Security Considerations
The best attack against approximate-distance-comparison-preserving encryption is what’s known as a chosen plaintext attack. This is where the attacker is able to generate a list of associations between original input (text, in our current example) and encrypted output for a particular key (meaning the attacker can make use of the key even if they can’t view it). With a large enough sample of these associations, an attacker can build a model that roughly inverts vectors that were encrypted under the same key.
The attack isn’t perfect as the quality of the results is impacted by randomness that’s injected into the encryption process and is bounded by an “approximation factor.” This means that specific details, like names, are difficult to accurately recover. The higher the approximation factor, the less effective the inversion model will be. But this is a topic we cover in depth elsewhere.
The key takeaway here is that even if it must be shared with a test environment, the key used to encrypt the training data should be tightly controlled, and engineers should not be given direct access to it. Instead, it should only be usable by code running in that environment, and there should be review processes in place where multiple team members know what code is being deployed into the environment. This greatly minimizes the risk that someone could create such an attack model.
As with most real-world security, what we’re proposing here is a mixture of technical, procedural, and policy measures that together provide a robustly secure and privacy-preserving system. For more sensitive use cases, an organization may choose not to allow ad hoc testing outside of production, where the strictest access controls and policies are enforced.
Accuracy Considerations
Encrypting vectors this way introduces some randomness into the vectors, which can have a negative impact on the accuracy of the model.

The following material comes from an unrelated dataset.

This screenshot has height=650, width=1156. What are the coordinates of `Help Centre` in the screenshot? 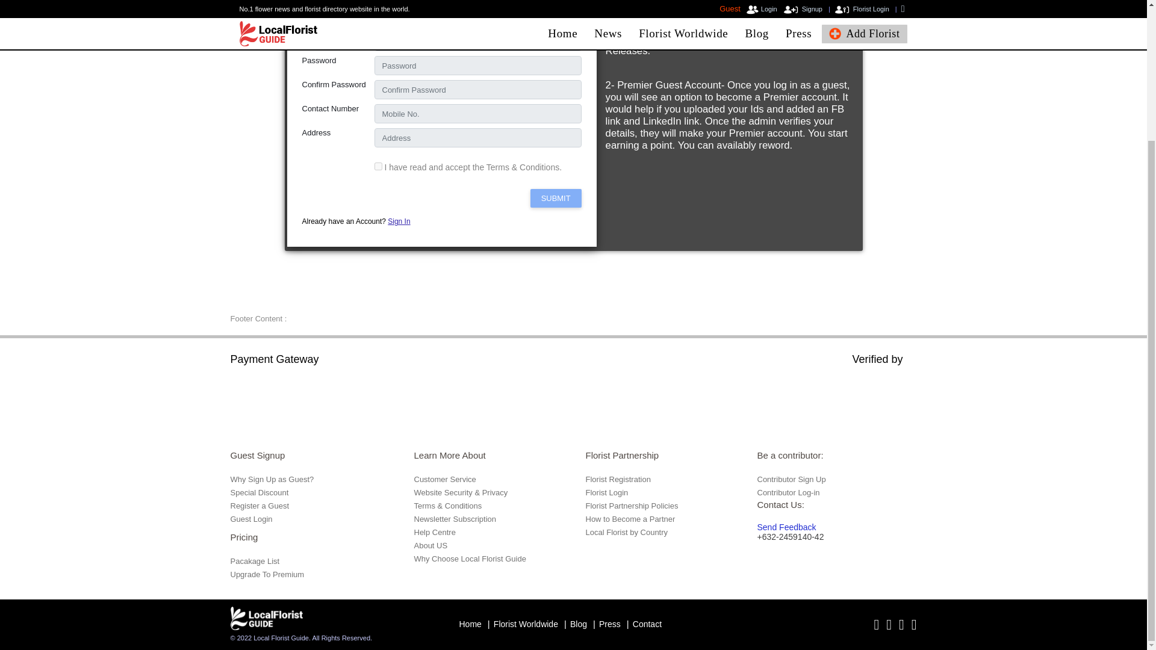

For classification models with distinct categories, this generally isn’t a problem, but results will depend on specific use cases as well as the chosen value for the previously mentioned approximation factor. Testing for specific use cases is recommended.
Other Approaches
There are other ways to encrypt data in models that also require a specific key to use the model, most notably the family of fully homomorphic encryption (FHE) techniques. This is cool technology and another viable approach for many use cases. The trade-off versus the approach outlined above is one of performance (meaning here the amount of time it takes to train a model or generate an inference). FHE requires quite a lot more processing power, introduces latency, and is not feasible for large models. It also requires special ways to run and use the model.

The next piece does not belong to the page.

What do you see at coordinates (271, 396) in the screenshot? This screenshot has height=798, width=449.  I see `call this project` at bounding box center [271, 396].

The advantages to the approach mentioned in this article, which is a partially homomorphic encryption technique, are these:
- The training data contents (and by implication, the data embedded into the model) are encrypted, not just the model itself
- Models can be run anywhere they would be without encryption
- The performance is strong, with the overhead being mostly around generating embeddings. The encryption takes negligible time in comparison
- It works on arbitrarily large models
Conclusion
Machine learning for organizations that want to leverage sensitive data using AI doesn’t have to compromise the security of the data. One-way encrypting vector embeddings and using them as training data is a viable approach to preserve privacy and increase security.
For those interested in this sort of encryption, take a look at IronCore’s Cloaked AI, which is open source under the AGPL license or available under a paid commercial license.